Thursday, January 26, 2017

In Memory of Persistence

Teachers,
Here is your weekly dose of “5-Point Friday. 

In Memory of Persistence —
My best friend from high school passed away last weekend. He was pretty amazing. He was the kid in school that always had to do everything differently. It drove his teachers crazy. It was fun for us to watch. After he graduated he had many different jobs and adventures. He taught English in Japan for a year then opened a clothing store with his own designs. He painted and drew art that he tried to sell and eventually took a job in the graphics arts field. He worked for a couple different newspapers and marketing companies while starting his own marketing company. He decided he wanted to help others so he became a life coach while still painting, using his graphic arts skills, and keeping up with his marketing company. All this while he raised his small family. He was a pretty amazing guy. The one big thing I learned from him was persistence. No matter what happened, how bad it got, or the roadblocks that showed up in his path, he went on to the next thing and made it work. Shaun had persistence. What I saw was that he did not get stuck if something went wrong, he pushed through it and found something that worked.

So how do we teach persistence with our students? Have high expectations and relate them to the students. Push them, but know when to stop. Persistence needs to be worked on like anything else. It takes practice. How can they push through problems if they only see problems that take a couple seconds to answer? Introduce problems that take time and might have more than one step are needed. Teach what to do when the going gets tough. Model what to do and have them practice it. Teach students to be positive and to tell themselves they can do it. Being negative teaches students they cannot do something that is hard. They can get that negative talk anywhere. We need positivity. Convince them they can do it. Students need to know there is a future that they control. Some cannot see past next week, or even the next few days, but we can expand their view with education. Show them where they can go. Give them a road map and take them on the trip. When they persist and succeed, point it out. When they persist and don’t succeed, praise the persistence and show them the map of where they are going. Give them the confidence that they can do anything with education. That builds persistence. Thank you Shaun for the road map you showed me. You were truly my life coach.

Quote I’m pondering —
“You can’t relate to a superhero, to a superman, but you can identify with a real man who in times of crisis draws forth some extraordinary quality from within himself and triumphs but only after a struggle.” -Timothy Dalton

What I’m watching —
Another Lex Prin video. His real name is Gerry Brooks. Lex Prin is short for Lexington Principal. We have some serious issues in education right now and Gerry weighs in with his opinion. Enjoy.

Favorite Article This Week —
I enjoy basketball and Stephen Curry is one of the best right now. How do we get this type of motivation from our students? Is there a key in this article that can help us as we help our students see the need for constant improvement and progresssion?

A Big Thank You —
Thank you second grade. Taking the bull by the horns and deciding how you wanted your students to be grouped for LLI. Brilliant. You know your students best and you wanted it a specific way, you got it. Thank you for taking your team to the next level. Keep doing what you are doing. Thank you.
And another big thank you for your help with the WIDA. It has gone smoothly for Lisa and I with your help. I know it is a long process. I was talking with another T1C and he told me how crazy it is to test the 50 they need to test. I just let him talk. You have been amazing. Thank you for being flexible. We are almost done. Thank you.


I appreciate all of you and your hard work. Have a wonderful weekend.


Problem – Start with the line that holds "output each element". Please copy it and each remaining line below exactly, leaving pictures out.

-- Excerpted records follows --

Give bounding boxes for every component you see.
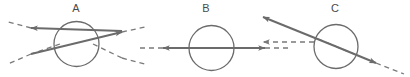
panel-label-c: C <box>331 2 339 14</box>
ray-diagram-canvas: ABC <box>0 0 410 77</box>
panel-label-b: B <box>202 2 210 14</box>
panel-label-a: A <box>72 2 80 14</box>
ray-diagram-figure: ABC <box>0 0 410 77</box>
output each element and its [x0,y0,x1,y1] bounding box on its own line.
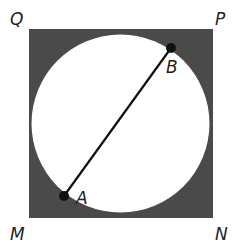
point-b [166,43,176,53]
label-a: A [75,188,88,208]
label-q: Q [10,9,23,29]
label-b: B [166,57,178,77]
label-p: P [215,9,226,29]
geometry-diagram: Q P M N A B [0,0,236,245]
label-n: N [215,224,228,244]
label-m: M [10,224,25,244]
point-a [59,191,69,201]
inscribed-circle [32,35,210,213]
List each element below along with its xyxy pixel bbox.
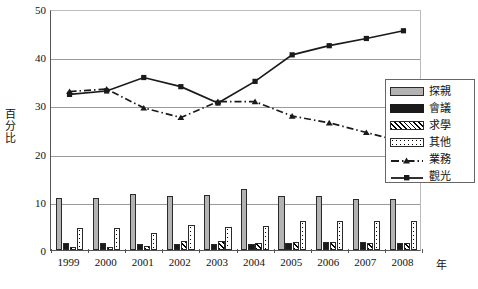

-- Excerpted records concluded --

Solution to this problem –
output each element and its [x0,y0,x1,y1] bounding box on its own line.
point-b [166,43,176,53]
label-a: A [75,188,88,208]
label-q: Q [10,9,23,29]
label-b: B [166,57,178,77]
label-p: P [215,9,226,29]
geometry-diagram: Q P M N A B [0,0,236,245]
label-n: N [215,224,228,244]
label-m: M [10,224,25,244]
point-a [59,191,69,201]
inscribed-circle [32,35,210,213]
List each element below along with its xyxy pixel bbox.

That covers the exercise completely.